Price Realized: $ 1,920
?Final Price Realized includes Buyer’s Premium added to Hammer Price
Estimate: $ 1,000 - $ 1,500
(CIVIL WAR--NEW JERSEY.) Archive of pay and recruitment books for Newark troops. 6 volumes, various sizes, paginations, and conditions, but each roughly 12 x 9 inches and 100 pages. Newark, NJ, 1861-64

Additional Details

Remarkable documentation of the Civil War soldiers of Newark, filled with lists of soldiers, their addresses, and signatures of their wives and mothers.

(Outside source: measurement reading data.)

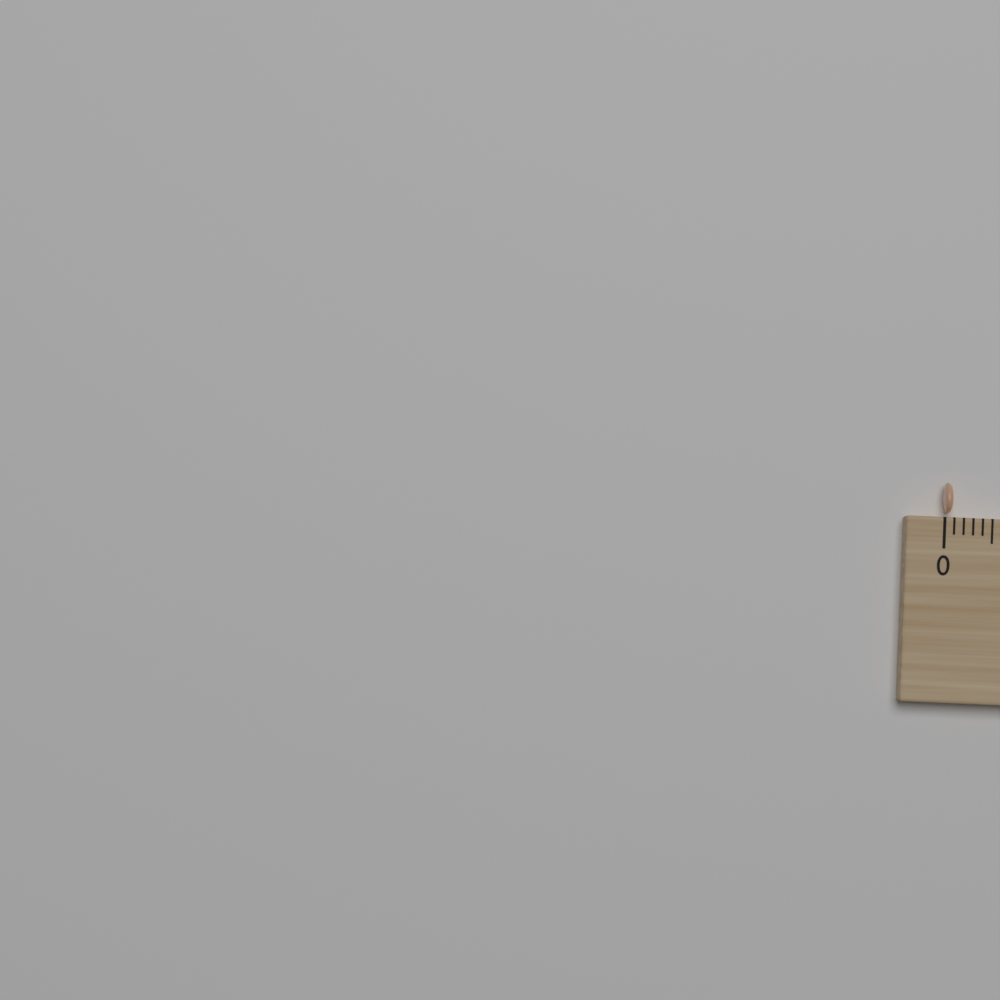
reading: 0.1 (no unit)
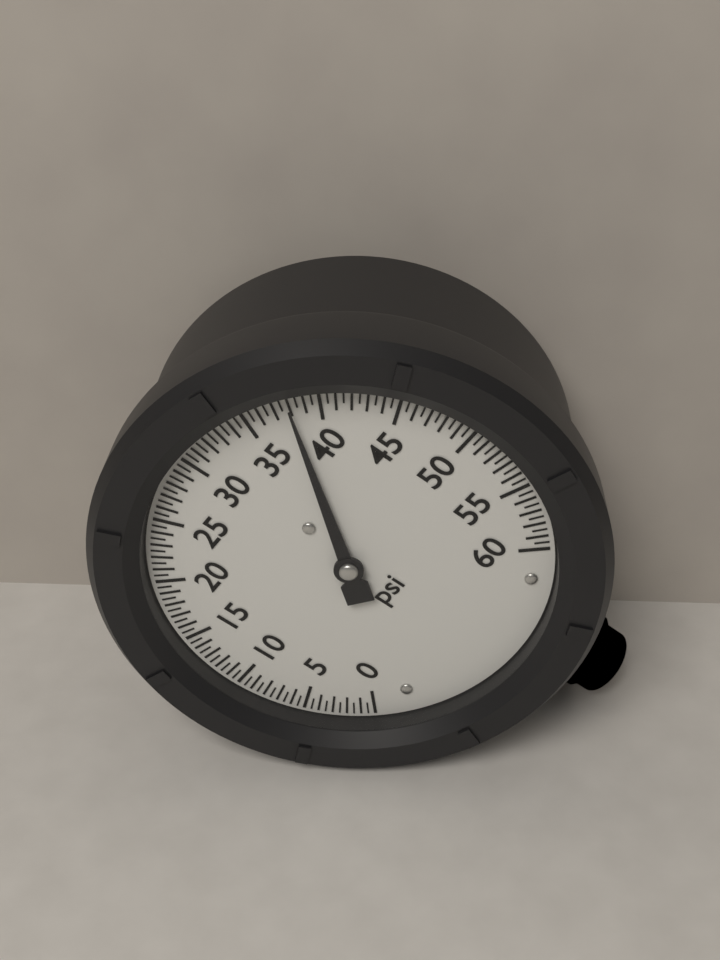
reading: 38.0 psi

During the Civil War, soldiers in the New Jersey state regiments who left wives or widowed mothers at home were allotted an additional $6.00 per month. The money for the families of Newark soldiers went to Mayor Moses Bigelow, who made payments to the designated family members from his office. The first four volumes in this lot are receipt books for these allotments. The entries for each month are arranged alphabetically within each company. Each entry gives the name of the soldier, the signature of his beneficiary, and their Newark address. Includes: 1st Regiment for June, July, and August, 1861 1st through 6th Regiments and Hudson County Artillery for October 1861 7th and 8th Regiments and Beam's Artillery for October 1861 7th, 8th and 9th Regiments and Beam's Battery for December 1861.
One additional volume is a list of new recruits mustered in Newark, loosely organized by regiment, and giving the soldier's name, address, and number of dependents ("Mother" or "Wife + 3 children"). The entries are undated, but the soldiers listed here mustered from 19 August 1861 through 30 April 1862. Most of the soldiers are mustered into the 5th, 8th, and 9th New Jersey infantry, but many other regiments are represented, including a few out-of-state units such as the President's Guard, which defended Washington.
The final volume consists of simple pay lists of soldiers in the 2nd New Jersey Cavalry, and the 33rd, 35th, and 37th New Jersey Infantry. The lists are undated, but were apparently all compiled at the same time, and the 37th was a three-month regiment active only in mid-1864.